Ugly boots

What happened to the unfashionable brand they dimly call ugly-boots?

Lifestyle branding with a certain style and grace.

For somebody very disconnected with the product I’m not exactly the target audience for this campaign. But let us be honest, this is amazing work. Stunning and very classy:

I’m guessing it all hints at the brand suggesting that it’s in touch with peace with nature, sympathetic living and a life rooted by the goodness of the outdoors!

Steve Mcqueen Bonneville

1962 Triumph Bonneville.

Triumph makes some excellent machines, but tribute bikes like this are a marketing gimmick. Flat paint is the flavor of the month and exploiting McQueen’s excellent name to sell bikes is pretty lame.

HT @Motorcycle

Roberto Cavalli

The blacks and yellow/oranges are glorious in this campaign, but fire is a worrisome symbol. Therefore not sure.

Roberto Cavalli is celebrating 40 years of his brand (and animal print domination) therefor Mert and Marcus who delivered some pretty stunning photography for Cavalli’s Anniversary book also photographed one of the last standing supermodels daring us with her environmentalist status: Gisele Bundchen on fighting wildfires!

HT @designscene.net

Deluge in Norway

300,000 Norwegians move house every year. If the pattern made by this process could be compressed into one short animation, what would would it look like? What could you learn about your country from such an animation, if anything?

Deluge is a C++ application designed to answer these questions. The underlying data was generated by cross referencing Norwegian tax records from 2006 and 2007 to find changes in postal codes.

HT @Even Westvang via @Notcot

GE Data Viz

Lovely and simple.

Over the past few weeks, Fanthom have being building two interactive installation pieces for the lobby of GE’s headquarters in Fairfield, Connecticut. The pieces are part of the GE Works campaign, which describes and organizes the company’s work with four verbs: Powering, Curing, Building, and Moving. Fathom’s job was to show how data can illustrate these first two activities.

Petra, Jordan

Amazing view of the Jordanian ancient city of Petra, Jordan with fresh snow

Amazing view of the Jordanian ancient city of Petra, Jordan with fresh snow.

UNESCO has described it as “one of the most precious cultural properties of man’s cultural heritage“. Petra was chosen by the BBC as one of “the 40 places you have to add to your all time must-see bucket list”

In October, 1917, T.E Lawrence, as part of a general effort to divert Turkish military resources away from the British invasion of North Africa, led a small force of Syrians and Arabians in defending Petra against a much larger combined force of Turks and Germans.

Lake District

In dramatic fashion the light shines down on Derwentwater, Cumbria

Maps of the Lake District are dotted with terms bestowed by the area’s tenth century A.D. Norse settlers. Thus the district’s famed lakes are often called “tarns,” streams become “becks,” valleys are dubbed “dales,” and clearings are known as “thwaites.”

Little Black Dress

wow

The little black dress has been a staple in women’s wardrobes for decades, beginning in 1926 when designer Coco Chanel introduced a short, simple black dress to readers of Vogue Magazine.

Fast forward to 1961: That’s when actress Audrey Hepburn took the little black dress to new heights when her Holly Golightly character wore a sexy little black sheath in the hit movie Breakfast at Tiffany’s.

The little black dress has become such a fashion icon that it’s now referred to simply as the ‘LBD’.

When to Build

We shape our tools and our tools shape us.

As more of the tools we live with every day become digital instead of physical, our opportunity – and responsibility – as designers is multiplying. We live in a world of screens, and we are the ones who decide what goes on them. We are in a unique position to have an impact – one that lasts longer than the next redesign or the latest technology. What happens when we stop thinking of ourselves not just as developers or experience designers, and take up the mantle as a new generation of product designers for a digital world?

HT @Wilson Miner

Tadao Ando

Many of the works of Tadao Ando base their richness in the relationship of the building with light and nature. In that sense, the Church on the Water, designed in 1985 and built in 1988, is one of its most celebrated achievements, in which nature has been involved in the design of the building.

Ando manages to create a microcosm that combines simply but brilliantly concepts on the profane and the sacred, the artificial and the natural, the enclosed and the exposed, the emptiness and the infinity.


• TASK ITEM
Where does "Waning" appear in the data? Return each line that holds it.

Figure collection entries
::::::::::
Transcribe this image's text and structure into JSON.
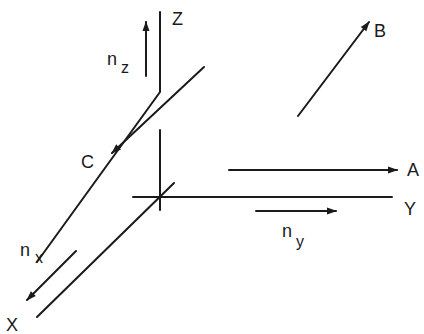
{
  "diagram": {
    "stroke_color": "#1a1a1a",
    "background": "#ffffff",
    "axes": {
      "z": {
        "label": "Z"
      },
      "y": {
        "label": "Y"
      },
      "x": {
        "label": "X"
      }
    },
    "vectors": {
      "A": {
        "label": "A",
        "direction": "parallel to Y axis"
      },
      "B": {
        "label": "B",
        "direction": "up-right, out of plane"
      },
      "C": {
        "label": "C",
        "direction": "along bent line toward X"
      }
    },
    "unit_vectors": {
      "nz": {
        "base": "n",
        "sub": "z"
      },
      "ny": {
        "base": "n",
        "sub": "y"
      },
      "nx": {
        "base": "n",
        "sub": "x"
      }
    }
  }
}
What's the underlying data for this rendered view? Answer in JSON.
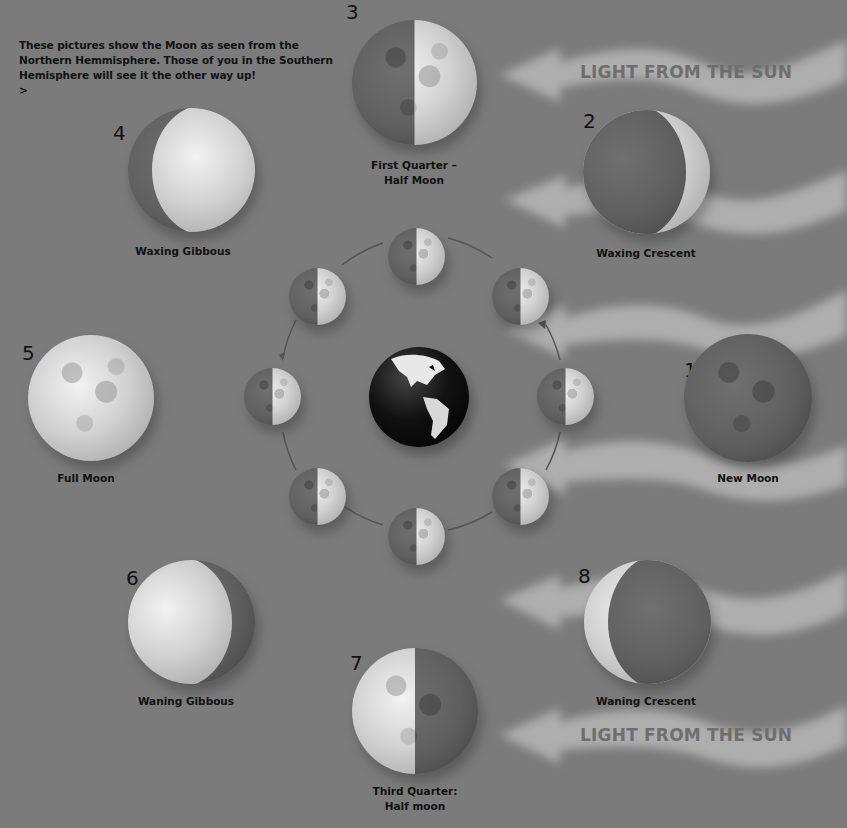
{
  "intro": {
    "lines": [
      "These pictures show the Moon as seen from the",
      "Northern Hemmisphere. Those of you in the Southern",
      "Hemisphere will see it the other way up!"
    ],
    "next_link": ">"
  },
  "sun_labels": {
    "top": "LIGHT FROM THE SUN",
    "bottom": "LIGHT FROM THE SUN"
  },
  "phases": [
    {
      "number": "1",
      "name": "New Moon"
    },
    {
      "number": "2",
      "name": "Waxing Crescent"
    },
    {
      "number": "3",
      "name_line1": "First Quarter –",
      "name_line2": "Half Moon"
    },
    {
      "number": "4",
      "name": "Waxing Gibbous"
    },
    {
      "number": "5",
      "name": "Full Moon"
    },
    {
      "number": "6",
      "name": "Waning Gibbous"
    },
    {
      "number": "7",
      "name_line1": "Third Quarter:",
      "name_line2": "Half moon"
    },
    {
      "number": "8",
      "name": "Waning Crescent"
    }
  ],
  "orbit": {
    "center": "earth",
    "moon_count": 8,
    "direction": "counter-clockwise"
  },
  "colors": {
    "background": "#7b7b7b",
    "text": "#111111",
    "sun_label": "#6e6e6e",
    "arrow": "#b8b8b8"
  }
}
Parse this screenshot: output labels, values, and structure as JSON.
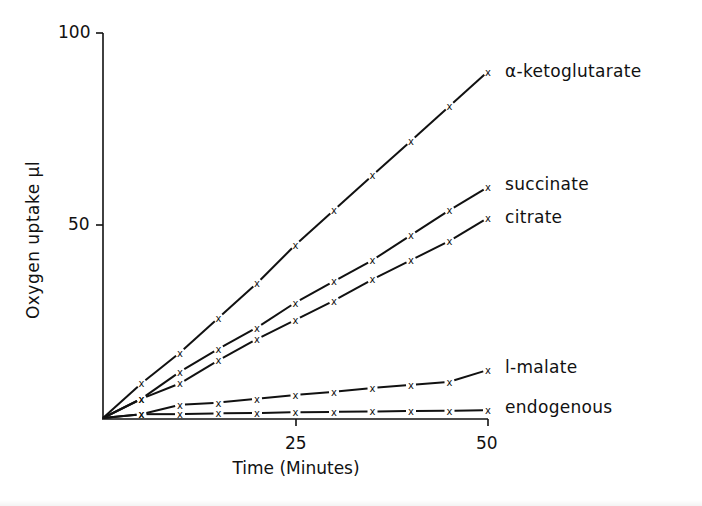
{
  "chart_data": {
    "type": "line",
    "title": "",
    "xlabel": "Time (Minutes)",
    "ylabel": "Oxygen uptake μl",
    "xlim": [
      0,
      50
    ],
    "ylim": [
      0,
      100
    ],
    "x_ticks": [
      0,
      25,
      50
    ],
    "x_tick_labels": [
      "",
      "25",
      "50"
    ],
    "y_ticks": [
      0,
      50,
      100
    ],
    "y_tick_labels": [
      "",
      "50",
      "100"
    ],
    "grid": false,
    "legend_position": "inline-right",
    "marker": "x",
    "x": [
      0,
      5,
      10,
      15,
      20,
      25,
      30,
      35,
      40,
      45,
      50
    ],
    "series": [
      {
        "name": "α-ketoglutarate",
        "values": [
          0,
          9,
          17,
          26,
          35,
          45,
          54,
          63,
          72,
          81,
          90
        ]
      },
      {
        "name": "succinate",
        "values": [
          0,
          5,
          12,
          18,
          23.5,
          30,
          35.5,
          41,
          47.5,
          54,
          60
        ]
      },
      {
        "name": "citrate",
        "values": [
          0,
          5,
          9,
          15,
          20.5,
          25.5,
          30.5,
          36,
          41,
          46,
          52
        ]
      },
      {
        "name": "l-malate",
        "values": [
          0,
          1,
          3.4,
          4,
          5,
          6,
          6.8,
          7.8,
          8.6,
          9.4,
          12.5
        ]
      },
      {
        "name": "endogenous",
        "values": [
          0,
          1,
          1,
          1.2,
          1.3,
          1.5,
          1.6,
          1.7,
          1.8,
          1.9,
          2
        ]
      }
    ]
  },
  "axes": {
    "xlabel": "Time (Minutes)",
    "ylabel": "Oxygen uptake μl",
    "x_tick_25": "25",
    "x_tick_50": "50",
    "y_tick_50": "50",
    "y_tick_100": "100"
  },
  "labels": {
    "akg": "α-ketoglutarate",
    "succinate": "succinate",
    "citrate": "citrate",
    "malate": "l-malate",
    "endogenous": "endogenous"
  },
  "colors": {
    "ink": "#111111",
    "background": "#ffffff"
  }
}
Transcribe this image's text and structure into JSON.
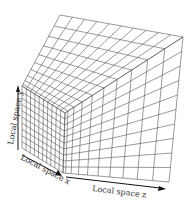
{
  "diagram": {
    "labels": {
      "y": "Local space y",
      "x": "Local space x",
      "z": "Local space z"
    },
    "colors": {
      "grid": "#555555",
      "arrow": "#111111",
      "text": "#333333"
    },
    "vertices": {
      "top_back": [
        60,
        15
      ],
      "top_right": [
        183,
        37
      ],
      "top_left": [
        22,
        86
      ],
      "front_top": [
        65,
        113
      ],
      "front_bottom": [
        63,
        173
      ],
      "left_bottom": [
        22,
        148
      ],
      "right_bottom": [
        169,
        182
      ]
    },
    "grid": {
      "x_divisions": 10,
      "y_divisions": 10,
      "z_divisions": 10
    }
  }
}
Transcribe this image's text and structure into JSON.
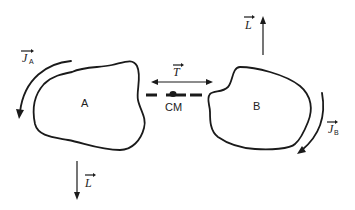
{
  "diagram": {
    "bodies": [
      {
        "id": "A",
        "label": "A"
      },
      {
        "id": "B",
        "label": "B"
      }
    ],
    "center_of_mass": {
      "label": "CM"
    },
    "vectors": {
      "J_A": {
        "symbol": "J",
        "subscript": "A",
        "description": "spin angular momentum of A (arc arrow, counterclockwise)"
      },
      "J_B": {
        "symbol": "J",
        "subscript": "B",
        "description": "spin angular momentum of B (arc arrow, clockwise)"
      },
      "T": {
        "symbol": "T",
        "description": "double-headed arrow between bodies"
      },
      "L_up": {
        "symbol": "L",
        "description": "orbital angular momentum arrow pointing up, near B"
      },
      "L_down": {
        "symbol": "L",
        "description": "orbital angular momentum arrow pointing down, below A"
      }
    },
    "colors": {
      "ink": "#1a1a1a",
      "background": "#ffffff"
    }
  }
}
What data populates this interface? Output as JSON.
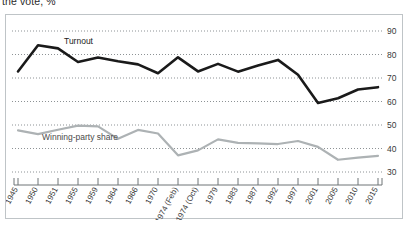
{
  "title": "the vote, %",
  "chart_data": {
    "type": "line",
    "title": "the vote, %",
    "xlabel": "",
    "ylabel": "",
    "ylim": [
      30,
      90
    ],
    "yticks": [
      30,
      40,
      50,
      60,
      70,
      80,
      90
    ],
    "grid": true,
    "legend_position": "inline-annotations",
    "categories": [
      "1945",
      "1950",
      "1951",
      "1955",
      "1959",
      "1964",
      "1966",
      "1970",
      "1974 (Feb)",
      "1974 (Oct)",
      "1979",
      "1983",
      "1987",
      "1992",
      "1997",
      "2001",
      "2005",
      "2010",
      "2015"
    ],
    "series": [
      {
        "name": "Turnout",
        "color": "#1a1a1a",
        "values": [
          72.8,
          83.9,
          82.6,
          76.8,
          78.7,
          77.1,
          75.8,
          72.0,
          78.8,
          72.8,
          76.0,
          72.7,
          75.3,
          77.7,
          71.4,
          59.4,
          61.4,
          65.1,
          66.1
        ]
      },
      {
        "name": "Winning-party share",
        "color": "#adb2b4",
        "values": [
          47.7,
          46.1,
          48.0,
          49.7,
          49.4,
          44.1,
          47.9,
          46.4,
          37.1,
          39.2,
          43.9,
          42.4,
          42.2,
          41.9,
          43.2,
          40.7,
          35.2,
          36.1,
          36.9
        ]
      }
    ],
    "annotations": [
      {
        "text": "Turnout",
        "series": "Turnout"
      },
      {
        "text": "Winning-party share",
        "series": "Winning-party share"
      }
    ]
  }
}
::::::::::
• REPLY
      "name": "Waning Gibbous"
      "name": "Waning Crescent"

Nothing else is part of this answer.